Trial division — O(n√n), too slow
Testing each number for primality up to √n is O(n√n) — fine for small n, but the interview expects the sieve.
Sieve of Eratosthenes — O(n log log n)
Mark composites by sweeping multiples of each prime, then count what's left unmarked:
int countPrimes(int n) {
if (n < 3) return 0; // no primes below 2
boolean[] composite = new boolean[n]; // composite[i] == true means i is not prime
int count = 0;
for (int i = 2; i < n; i++) {
if (composite[i]) continue; // already marked
count++; // i is prime
// start at i*i; smaller multiples already marked by smaller primes.

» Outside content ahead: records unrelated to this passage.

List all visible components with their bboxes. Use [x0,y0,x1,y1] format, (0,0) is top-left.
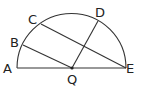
label-d: D [95,5,105,20]
label-e: E [126,61,134,76]
semicircle-diagram: A B C D Q E [0,0,141,89]
label-c: C [28,12,37,27]
segment-bq [23,45,72,68]
segment-ce [41,24,126,68]
point-q-dot [70,66,73,69]
label-a: A [3,61,12,76]
label-q: Q [67,72,77,87]
label-b: B [10,35,19,50]
segment-qd [72,21,98,68]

// (long) i * i avoids int overflow when i is near sqrt(Integer.MAX_VALUE)
for (long j = (long) i * i; j < n; j += i)
composite[(int) j] = true;
}
return count;
}
The two optimizations that matter
- Start the inner loop at
i*i: any multiple ofismaller thani²(like2i,3i) was already marked when sieving the smaller primes2, 3, .... Starting ati²avoids redundant work. - Outer loop need only run to
√nfor marking, but here we also use the outer pass to count, so it runs ton— only primes≤ √nactually enter the inner marking loop (larger primes find nothing to mark, which is fine).
The overflow trap
i * i overflows int when i exceeds ~46340 (√(2^31)). Cast to long for the loop bound and index, or guard with (long) i * i < n before entering. A classic silent-bug source in this exact problem.
Why O(n log log n)
Summing the inner-loop work n/p over all primes p < n gives n · Σ(1/p) = n · O(log log n), since the sum of reciprocals of primes grows like log log n. Space is O(n) for the boolean array; a BitSet cuts the constant by 8×.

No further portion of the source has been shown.